Walton put police accountability at the center of her campaign; she told The Appeal that she is running because Brown is “doing nothing to advance the quality of life for poor and brown people and hold police accountable.”
Brown did describe the actions of the officers in the Gugino case as “horrific” and implemented some policy changes last year — though they were panned by local advocates for police reform as insufficient. Some activists disrupted his State of the City address last year over lack of action against police brutality.
Walton, born on Buffalo’s primarily Black East Side, became a full-time working mother at age 14 after dropping out of high school. She worked as a nurse in the Buffalo Public Schools and became involved in the local SEIU union before turning to community organizing work, founding an affordable housing group that rehabilitated vacant homes for low-income residents.
She ran on a left-wing agenda in one of the country’s most segregated cities, which also claims the nation’s third-worst child poverty rate. Walton promised a tenant’s bill of rights that includes rent control, along with a heavy investment in social services, and shifting police away from homelessness and mental health calls.

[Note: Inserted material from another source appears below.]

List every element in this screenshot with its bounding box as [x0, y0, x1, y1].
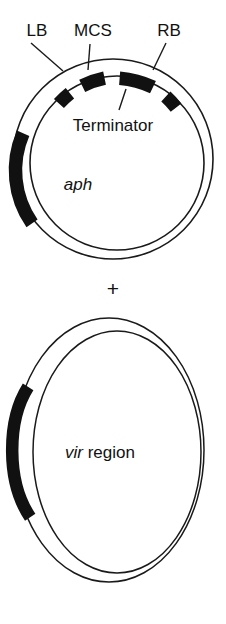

She shied away from outright “Defund the police” rhetoric, telling a local news station she planned to relieve police “of the responsibility of fixing the problems that our municipal government should have been dealing with.”
Brown, Buffalo’s first Black mayor, was running for a record fifth term and was heavily favored to win. Firmly entrenched in the city’s political machine, he had the backing of other local Democratic politicians, powerful business interests, The Buffalo News and dozens of unions. Walton raised far less money than Brown, but she did have the endorsement of the powerful Buffalo Teachers Union and The Challenger, a newspaper aimed at Buffalo’s Black community.
Amanda Terkel contributed reporting.